An estimated 8.5 million people in central, eastern, northern, and southern Ethiopia experienced severe food insecurity between July and September. Food insecurity is expected to remain atypically high across the country through the first half of 2021, with up to 11 million people facing severe food insecurity due to multiple factors, including elevated food prices and limited access to income-generating opportunities.

Heavy June-to-September kiremt rains have triggered widespread flooding, displacing nearly 293,000 people in six regions and adversely affecting approximately 1 million people.

USAID is also responding to the worst locust outbreak in decades. Learn more about our response in Ethiopia and several other East Africa countries.

Background

Ethiopia is experiencing its second severe drought in less than two years. Insufficient rainfall during the 2017 rainy season has led to severe water shortages, catastrophic livestock losses, and failed crops throughout the country. The drought in southern Ethiopia comes as the country’s north and central highland communities continue to recover from a severe drought in 2016 triggered by multiple consecutive seasons of below-average rainfall and the effects of the 2015/2016 El Niño climatic event.
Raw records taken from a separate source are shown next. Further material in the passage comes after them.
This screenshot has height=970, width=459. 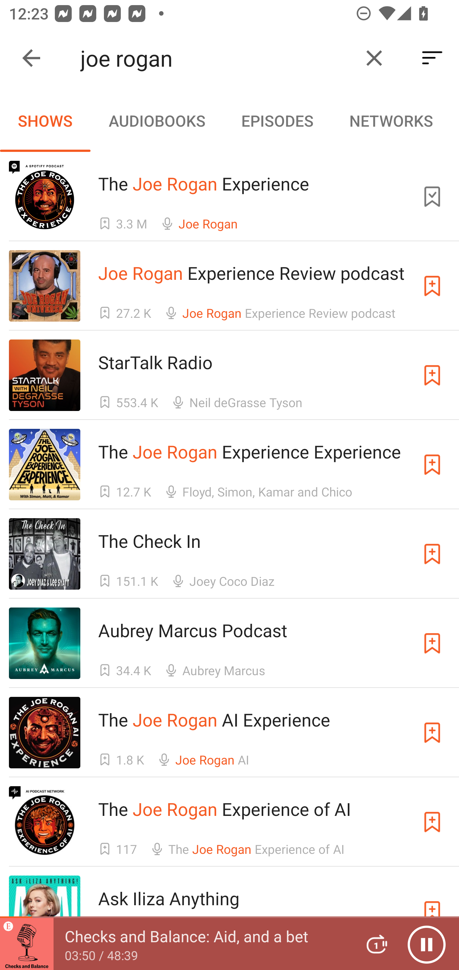 What do you see at coordinates (216, 58) in the screenshot?
I see `joe rogan` at bounding box center [216, 58].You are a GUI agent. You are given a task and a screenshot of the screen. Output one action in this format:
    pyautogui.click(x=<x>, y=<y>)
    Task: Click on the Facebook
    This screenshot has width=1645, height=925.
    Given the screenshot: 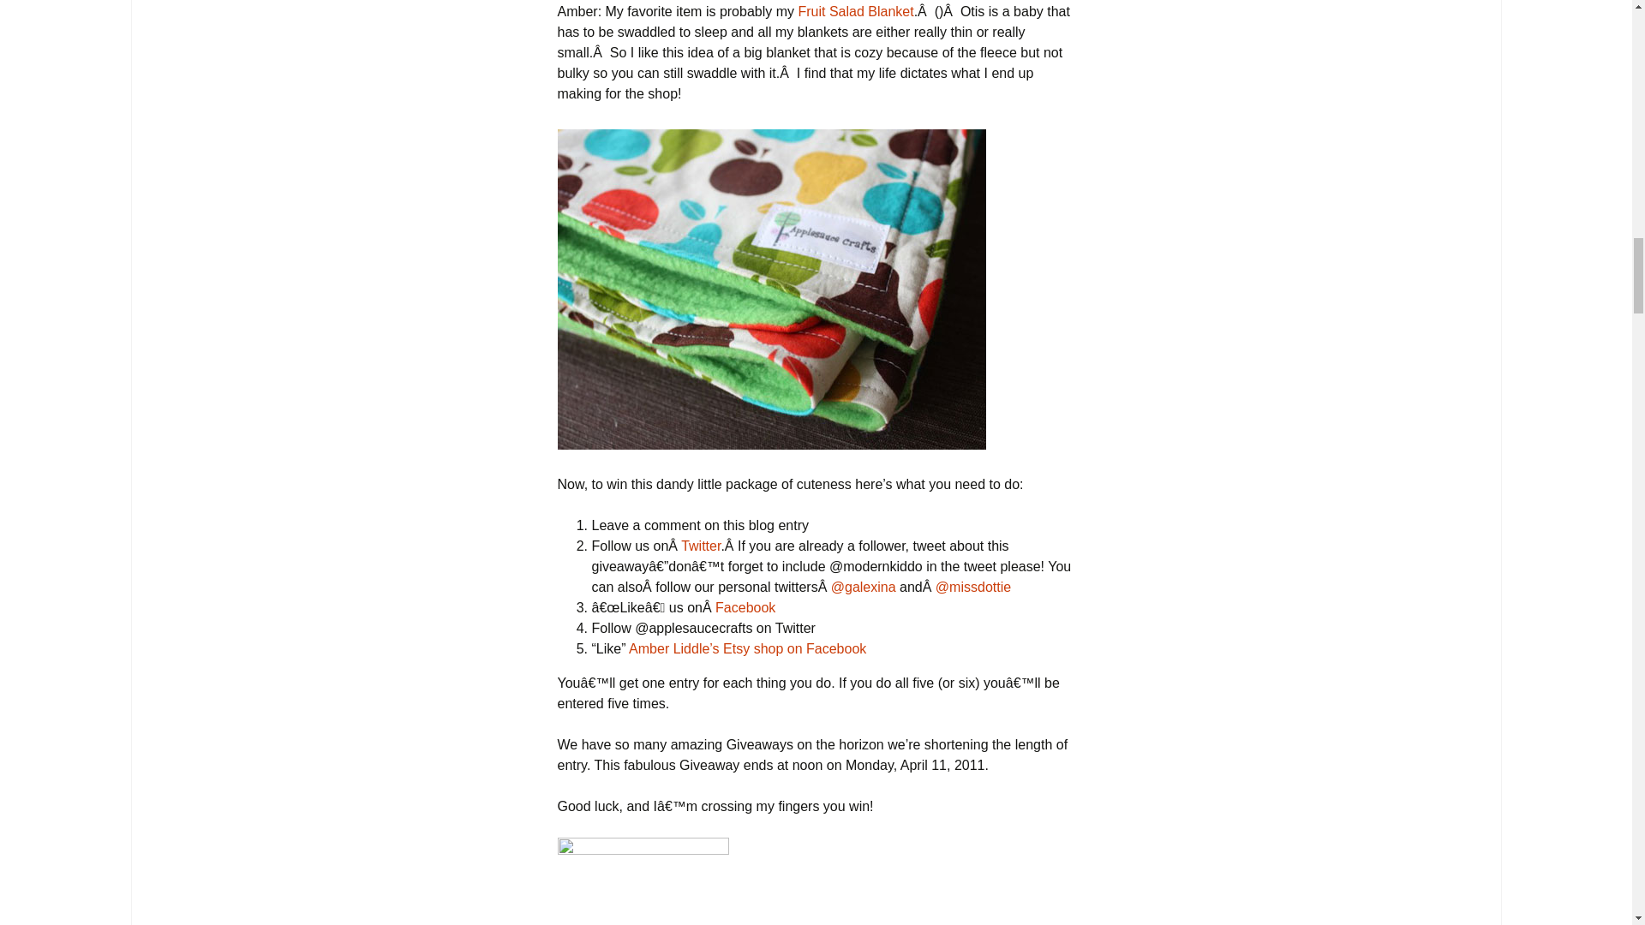 What is the action you would take?
    pyautogui.click(x=745, y=608)
    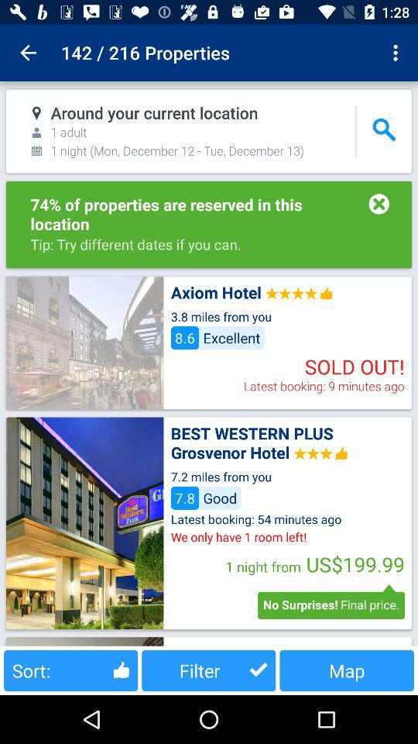  I want to click on launch the item next to map icon, so click(209, 669).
In August 2017, the Government of Ethiopia estimated that 8.5 million people in the country would require humanitarian assistance through December, primarily due to increased drought-related needs in southern and southeastern parts of Ethiopia.

In addition to drought, populations across Ethiopia face other challenges that contribute to sustained humanitarian needs and an ongoing complex emergency—including above-average food prices, disease outbreaks, localized intercommunal conflict, seasonal flooding, and limited access to health and water, sanitation, and hygiene services.